Here, you can update the rule name, use the drop-down menu to choose the action/mitigation type, and enable or disable the rule. You can also enable or disable individual rules from the table view if you want to isolate or test individual or combinations of rules.

For more advanced users, the dialog also shows a preview of the rule expression so you can understand exactly what is being done, as well as the source JSON, which can be edited for full customisability.

Automated traffic / likely automated categories

In the above example we created a rule targeting ATO. The same process can be used to handle traffic in the Automated and Likely Automated categories (depending on your site these may be more likely to be detected from Day 1).

Automated visitors have failed our core tests and have proven themselves to be bots, and can represent a real threat. Blocking is a good option for these, as we know this traffic is definitely automated. VerifiedVisitors's rules can dynamically target visitor categories, not just specific visitors - so once you configure a rule to block automated traffic for particular areas of your site or service, it's blocked, no matter how the bot tries to rotate through user agents, IPs or disguise its origins.

The likely automated category includes visitors which exhibit suspicious behaviour and are likely to be bot driven, but it’s not absolutely definitive. They may have partially failed some of our tests, but passed others. For example, the visitor may originate from a data center but show no other signs of automation.

Phase 5: Reporting

At this stage, your traffic should be under control. You've set up your allowlist, blocked any fake bots, and put in place rules to block unwanted bot traffic from key paths. Now, the identified risks should constitute a smaller percentage of your traffic, and all the legitimate verified visitors and bots are managed. You can review which visitors have been managed by clicking on the Managed category.

What's left should be actual human pristine traffic that creates value for your business and gives you verified user metrics that you can trust, to support customer UX improvements and A/B testing methods for new services.

Phase 6: Alerts and Thresholds

Once the dynamic rules are in place, and VerifiedVisitors is managing your bot traffic, it's time to look out for any potential anomalies in traffic patterns that could be indicative of further bot traffic.

The VerifiedVisitors CoPilot gives you alerts, tips, and suggestions for improving the overall security and performance of your websites.

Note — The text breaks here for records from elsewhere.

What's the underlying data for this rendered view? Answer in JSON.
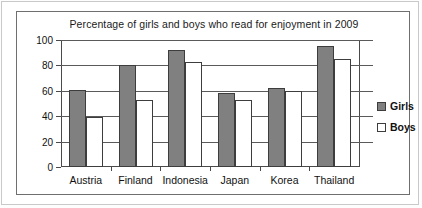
{
  "chart_data": {
    "type": "bar",
    "title": "Percentage of girls and boys who read for enjoyment in 2009",
    "xlabel": "",
    "ylabel": "",
    "ylim": [
      0,
      100
    ],
    "ytick_values": [
      0,
      20,
      40,
      60,
      80,
      100
    ],
    "ytick_labels": [
      "0",
      "20",
      "40",
      "60",
      "80",
      "100"
    ],
    "grid": true,
    "legend_position": "right",
    "categories": [
      "Austria",
      "Finland",
      "Indonesia",
      "Japan",
      "Korea",
      "Thailand"
    ],
    "series": [
      {
        "name": "Girls",
        "color": "#808080",
        "values": [
          61,
          80,
          92,
          58,
          62,
          95
        ]
      },
      {
        "name": "Boys",
        "color": "#ffffff",
        "values": [
          39,
          53,
          83,
          53,
          60,
          85
        ]
      }
    ]
  },
  "legend": {
    "entries": [
      {
        "label": "Girls",
        "swatch": "girls"
      },
      {
        "label": "Boys",
        "swatch": "boys"
      }
    ]
  }
}
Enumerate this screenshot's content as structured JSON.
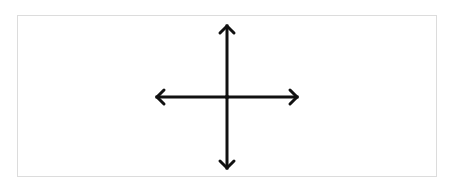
{
  "diagram": {
    "type": "four-way-arrow-cross",
    "frame": {
      "border_color": "#dcdcdc",
      "background": "#ffffff"
    },
    "stroke_color": "#111111",
    "stroke_width": 3,
    "center": [
      227,
      97
    ],
    "arrows": [
      {
        "direction": "up",
        "tip": [
          227,
          26
        ]
      },
      {
        "direction": "down",
        "tip": [
          227,
          168
        ]
      },
      {
        "direction": "left",
        "tip": [
          157,
          97
        ]
      },
      {
        "direction": "right",
        "tip": [
          297,
          97
        ]
      }
    ]
  }
}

Click on suggestions to drill down and find an explanation of any current issues and their solutions. Alert notifications can also be set up via webhooks and Slack.

What to do if you're under attack

If you have just subscribed to VerifiedVisitors because you are currently experiencing an attack and need to mitigate this urgently, follow these simplified steps to set up mitigations for the most high risk visitors detected.

Let’s take an example of an Account Takeover rule to prevent this malicious traffic. In the Command & Control page select the red Account Takeover button as shown below (if you have ATO traffic).

Then, select the domain(s) and paths you wish to protect, and create the rule via the Create Rule tab in the top-right corner of the page. Give the rule a name, select a mitigation, then click Add Rule. Finally, enable the Custom Rules toggle for the domain(s) in the domains table, and you’re done.

You can repeat this process for the Automated and Likely Automated categories if necessary.

In time sensitive situations this is all you need to do. You can come back later to review what was mitigated and to adjust your rules and mitigations when you are not under pressure.

Start at Phase 1 from where you left off for a more in-depth guide to fully optimising your VerifiedVisitors implementation.